**Problem to solve:** Your copy begins at the line with "Find the location of a particular element. This" and runs through the end of the data below. Set down only those lines exactly, without pictures.

**Records shown:**
=== Begin Enclosure ===

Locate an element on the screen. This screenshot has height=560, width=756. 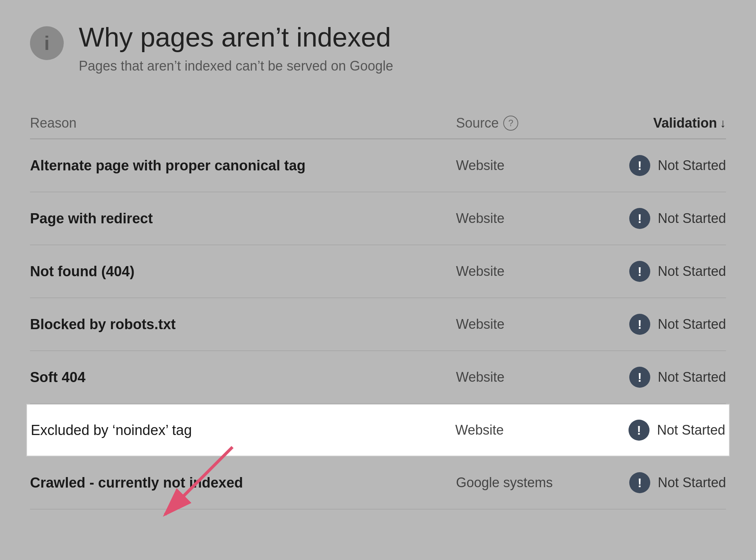
page-title: Why pages aren’t indexed is located at coordinates (236, 38).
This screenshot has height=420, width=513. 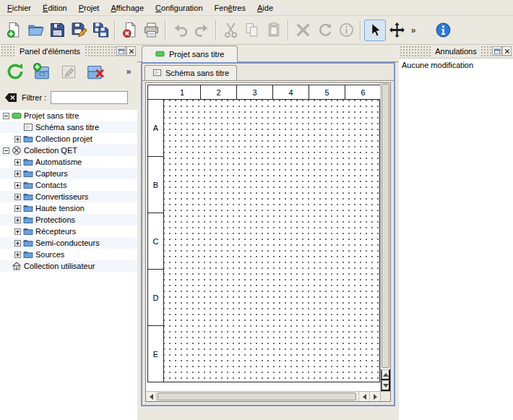 What do you see at coordinates (42, 72) in the screenshot?
I see `new-element-button` at bounding box center [42, 72].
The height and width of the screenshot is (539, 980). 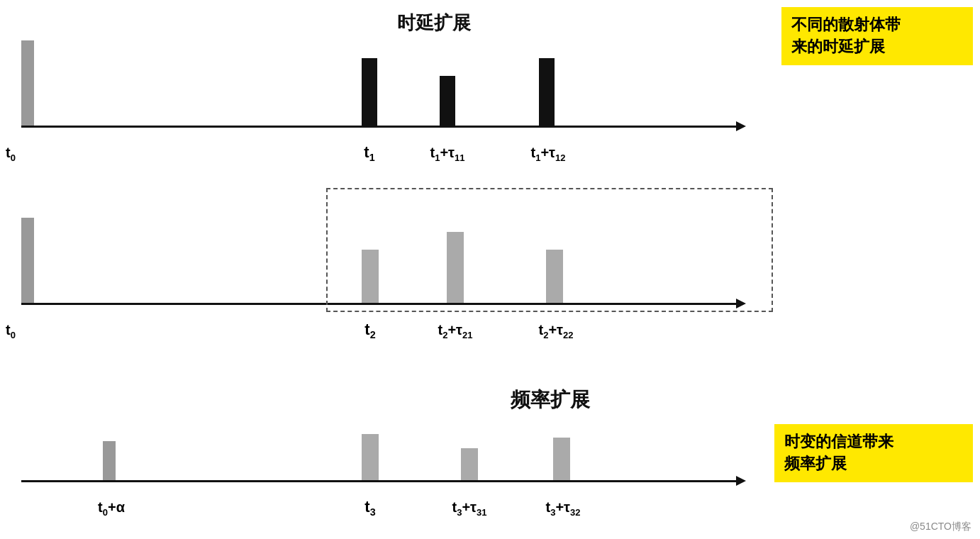 I want to click on top-t1-label: t1, so click(x=369, y=153).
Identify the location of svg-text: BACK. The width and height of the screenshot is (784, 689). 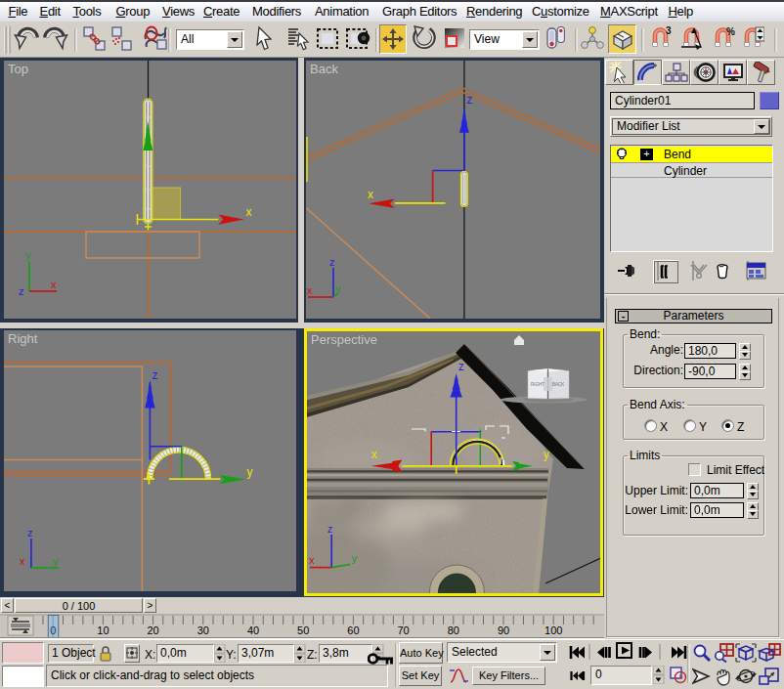
(558, 385).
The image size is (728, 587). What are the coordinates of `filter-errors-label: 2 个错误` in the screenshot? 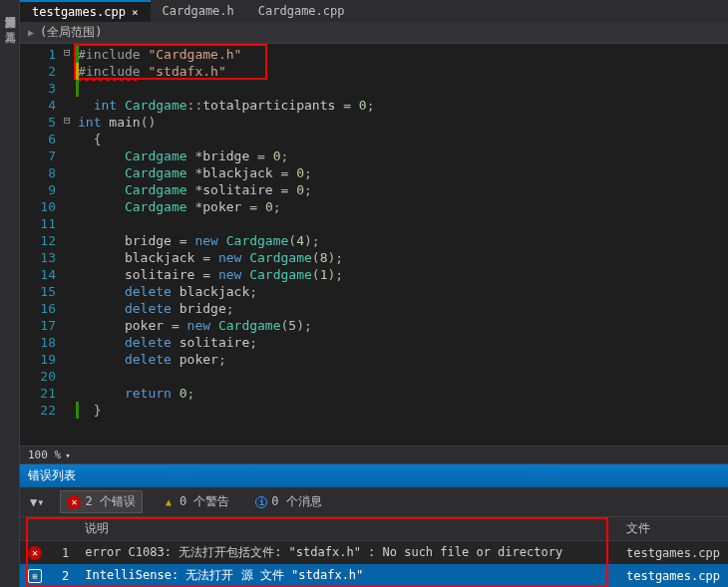 It's located at (110, 502).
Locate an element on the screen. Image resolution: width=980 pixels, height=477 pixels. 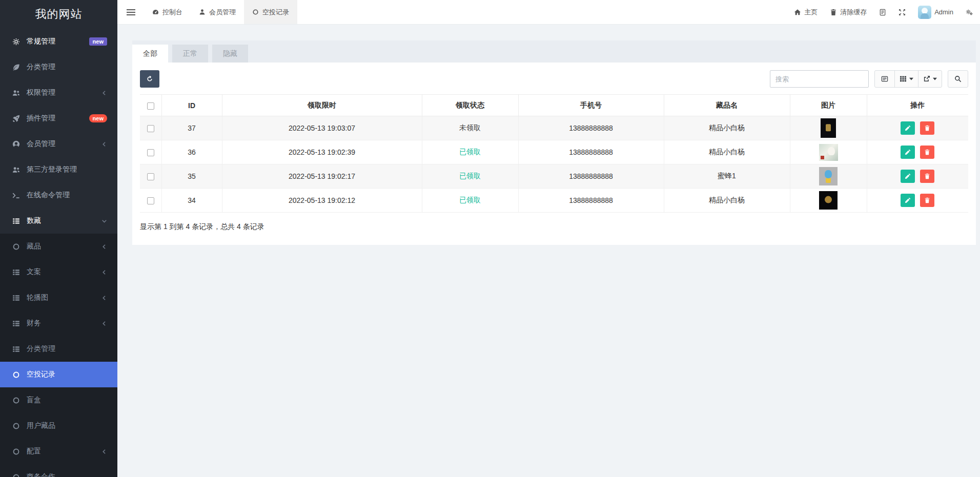
sidebar-item-nft: 数藏 is located at coordinates (58, 221).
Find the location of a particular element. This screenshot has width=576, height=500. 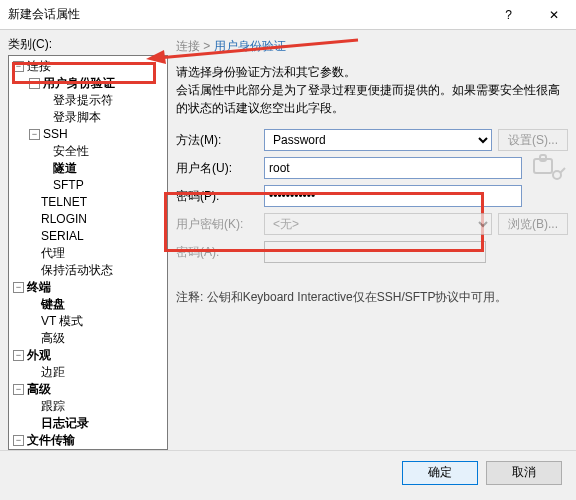

tree-node-label: 隧道 is located at coordinates (65, 168).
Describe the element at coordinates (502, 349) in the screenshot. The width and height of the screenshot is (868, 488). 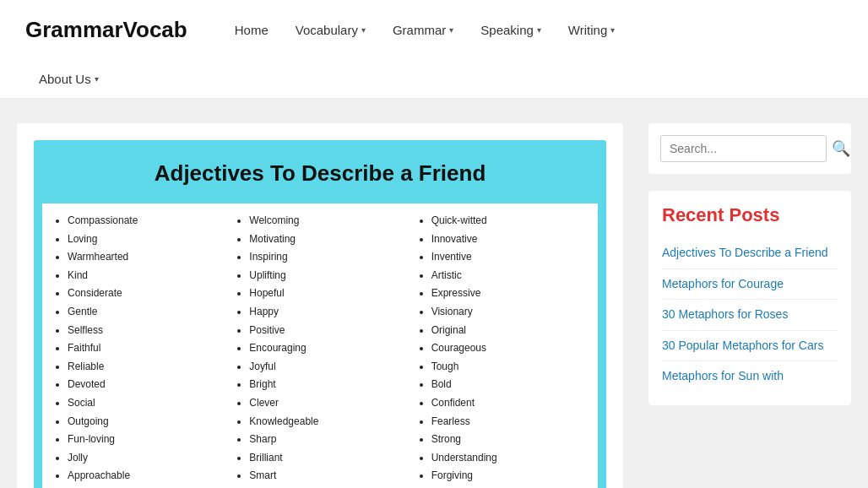
I see `adjectives-list-3: Quick-witted Innovative Inventive Artist…` at that location.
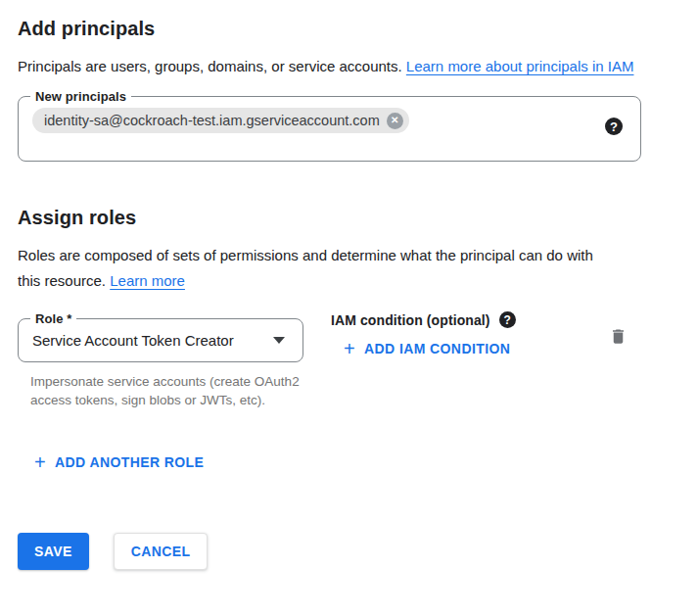 The image size is (698, 616). I want to click on role-select: Role * Service Account Token Creator, so click(161, 337).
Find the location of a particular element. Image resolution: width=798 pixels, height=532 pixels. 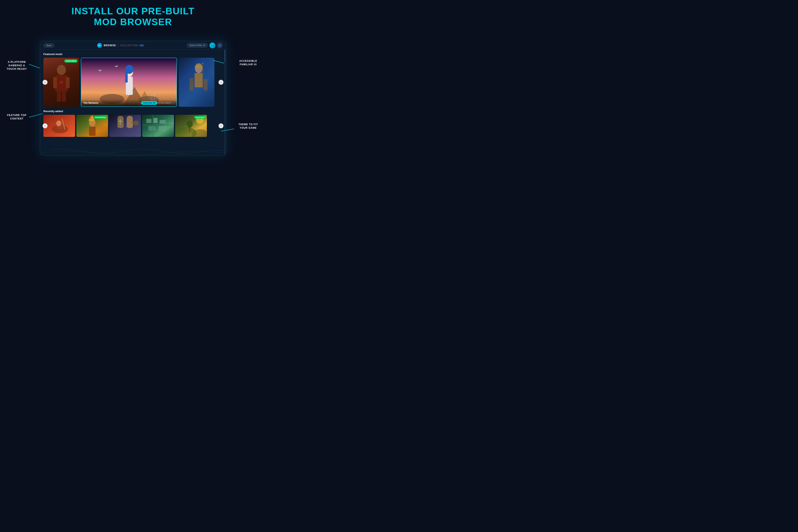

top-right-controls: Search & filter ⚙ ≡ is located at coordinates (205, 45).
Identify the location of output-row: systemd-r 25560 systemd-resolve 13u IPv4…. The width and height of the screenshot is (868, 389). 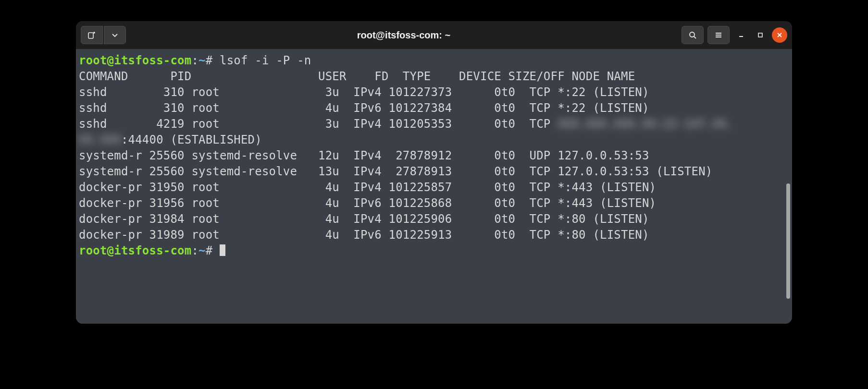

=== End Enclosure ===

**Written answer:**
Find the location of a particular element. This screenshot has width=576, height=500. 

tree-node-label: 隧道 is located at coordinates (65, 168).
Describe the element at coordinates (502, 349) in the screenshot. The width and height of the screenshot is (868, 488). 
I see `adjectives-list-3: Quick-witted Innovative Inventive Artist…` at that location.
 The image size is (698, 616). I want to click on role-select: Role * Service Account Token Creator, so click(161, 337).
Find the location of a particular element. Image resolution: width=798 pixels, height=532 pixels. 

top-right-controls: Search & filter ⚙ ≡ is located at coordinates (205, 45).
Identify the location of output-row: systemd-r 25560 systemd-resolve 13u IPv4…. The width and height of the screenshot is (868, 389). 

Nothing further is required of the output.